The second student was Teresa Iglesias, who presented her work on “cacophonous aggregations” in western scrub jays. Teresa noticed scrub jays would apparently alarm call when they encountered a dead jay, and other jays would come in to investigate. Teresa’s PhD involved a series of field experiments to test how jays respond to different stimuli (different sorts of dead birds, as well as predators), and also started to look what brain areas seem to be involved with these reactions. I really like Teresa’s project too- she focused on a common urban species, and was able to conducts a series of studies to explore a (probably common) but heretofore undescribed behavior that actually tells us a lot about how animals see the world. Teresa’s results suggest that scrub jays are alert to cues of risk, and that seeing a dead jay on the ground is a good sign to be vigilant or even avoid an area that may hide unseen dangers.

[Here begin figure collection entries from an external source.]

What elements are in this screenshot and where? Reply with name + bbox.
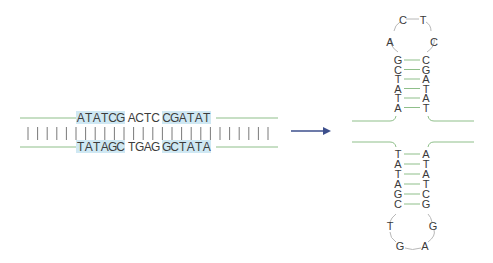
top-strand-base: A bbox=[179, 111, 188, 125]
loop-base: G bbox=[429, 220, 438, 232]
stem-base-right: G bbox=[422, 198, 431, 210]
loop-base: A bbox=[386, 36, 394, 48]
loop-base: C bbox=[430, 36, 438, 48]
top-strand-base: C bbox=[151, 111, 160, 125]
top-strand-base: A bbox=[195, 111, 204, 125]
top-loop-line bbox=[391, 19, 435, 52]
top-strand-base: G bbox=[116, 111, 126, 125]
bottom-strand-base: G bbox=[151, 140, 161, 154]
bottom-left-strand-line bbox=[352, 142, 396, 147]
bottom-right-strand-line bbox=[428, 142, 474, 147]
bottom-strand-base: A bbox=[203, 140, 212, 154]
stem-base-left: A bbox=[394, 102, 402, 114]
top-strand-base: A bbox=[93, 111, 102, 125]
bottom-strand-base: A bbox=[85, 140, 94, 154]
dna-duplex: ATATCGACTCCGATAT TATAGCTGAGGCTATA bbox=[20, 111, 278, 154]
loop-base: A bbox=[421, 240, 429, 252]
stem-base-left: C bbox=[394, 198, 402, 210]
loop-base: T bbox=[420, 14, 427, 26]
top-strand-base: T bbox=[203, 111, 211, 125]
bottom-strand-sequence: TATAGCTGAGGCTATA bbox=[77, 140, 211, 154]
bottom-hairpin-bases: TAATTAATGCCGTGAG bbox=[387, 148, 438, 252]
hairpin-bottom: TAATTAATGCCGTGAG bbox=[352, 142, 474, 252]
loop-base: T bbox=[387, 220, 394, 232]
loop-base: C bbox=[399, 14, 407, 26]
top-left-strand-line bbox=[352, 116, 396, 121]
bottom-strand-base: C bbox=[116, 140, 125, 154]
top-right-strand-line bbox=[428, 116, 474, 121]
stem-base-right: T bbox=[423, 102, 430, 114]
bottom-strand-base: A bbox=[187, 140, 196, 154]
top-strand-base: A bbox=[77, 111, 86, 125]
right-arrow-icon bbox=[291, 127, 331, 135]
loop-base: G bbox=[396, 240, 405, 252]
top-strand-sequence: ATATCGACTCCGATAT bbox=[77, 111, 211, 125]
pairing-bars bbox=[28, 127, 268, 140]
hairpin-top: ACTCGCCGTAATTAAT bbox=[352, 14, 474, 121]
dna-hairpin-diagram: ATATCGACTCCGATAT TATAGCTGAGGCTATA ACTCGC… bbox=[0, 0, 493, 263]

Congrats to Jessica and Teresa, and to Gail for launching her first graduates! You can contact them via the Grad Student Page on Gail’s website.
Pronghorn Heaven
I guess it says something about how much we like field biology that, after a grueling season in Lander, Gail Anna and I are willing to go spend another week being field assistants on someone else’s project. On the way back west to California, we stopped at John Byers’ research site to help out with his long-term study of Pronghorn.

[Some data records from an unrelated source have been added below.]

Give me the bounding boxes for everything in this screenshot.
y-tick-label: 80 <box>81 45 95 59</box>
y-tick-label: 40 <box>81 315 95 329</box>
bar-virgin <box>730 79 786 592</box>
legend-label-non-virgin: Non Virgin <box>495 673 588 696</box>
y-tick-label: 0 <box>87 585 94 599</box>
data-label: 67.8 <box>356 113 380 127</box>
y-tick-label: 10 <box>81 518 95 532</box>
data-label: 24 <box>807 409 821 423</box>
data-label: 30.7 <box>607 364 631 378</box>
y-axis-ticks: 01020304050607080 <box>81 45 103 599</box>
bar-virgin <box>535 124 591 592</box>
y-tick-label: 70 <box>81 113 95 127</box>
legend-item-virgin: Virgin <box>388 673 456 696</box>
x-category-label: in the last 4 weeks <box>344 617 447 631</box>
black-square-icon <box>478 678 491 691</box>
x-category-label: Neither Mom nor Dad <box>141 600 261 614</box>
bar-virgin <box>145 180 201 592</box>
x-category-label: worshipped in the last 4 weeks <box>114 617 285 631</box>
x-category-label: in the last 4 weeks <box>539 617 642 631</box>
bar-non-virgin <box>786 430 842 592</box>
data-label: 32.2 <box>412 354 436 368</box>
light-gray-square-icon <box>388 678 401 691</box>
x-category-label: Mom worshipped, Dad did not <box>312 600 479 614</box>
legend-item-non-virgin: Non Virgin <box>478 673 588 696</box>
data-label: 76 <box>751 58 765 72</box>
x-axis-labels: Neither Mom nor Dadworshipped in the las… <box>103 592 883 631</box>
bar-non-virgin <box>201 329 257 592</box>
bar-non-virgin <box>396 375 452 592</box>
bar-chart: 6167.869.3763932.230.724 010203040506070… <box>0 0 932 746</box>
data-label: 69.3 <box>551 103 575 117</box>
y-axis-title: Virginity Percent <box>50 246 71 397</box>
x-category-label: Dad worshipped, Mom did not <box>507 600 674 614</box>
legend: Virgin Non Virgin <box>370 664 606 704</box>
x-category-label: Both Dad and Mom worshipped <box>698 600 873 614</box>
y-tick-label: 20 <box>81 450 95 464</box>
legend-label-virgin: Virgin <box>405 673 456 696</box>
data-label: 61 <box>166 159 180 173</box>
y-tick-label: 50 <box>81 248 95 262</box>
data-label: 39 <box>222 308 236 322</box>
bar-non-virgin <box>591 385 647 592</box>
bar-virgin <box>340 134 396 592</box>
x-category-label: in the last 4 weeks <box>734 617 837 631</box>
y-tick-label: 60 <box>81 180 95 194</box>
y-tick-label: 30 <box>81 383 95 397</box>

John is set up in a beautiful old house, quite close to the National Bison Range. The site is in a picturesque agricultural valley between the Mission Range and Sapphire Range in western Montana. Great views everywhere, and lots of wildlife. It helps that we arrived at probably the greenest time of the year, with spring in full surge all around us. The house is on a ranch with a few horses, cows, and a lot of cute fluffy sheep.
The field site itself is incredible- 30 square miles of rolling meadows and tall hills carpeted with purple lupines and big clusters of yellow mule’s ears. There are a few hundred bison, along with a lot of white-tailed deer and of course the monitored population of pronghorn. John and his recently-finished graduate student Erin know all the individuals, and much of our first week has been tracking everybody down and waiting for the females (does) to give birth. The first birthing date was unexpectedly late this year, but we did get to catch at least one before leaving.
Our travels have also taken us to Yellowstone and Glacier National Parks- two of the truly spectacular places on this planet. Even if I don’t have an update specifically about those, I’ll definitely have some photos up on my flickr site.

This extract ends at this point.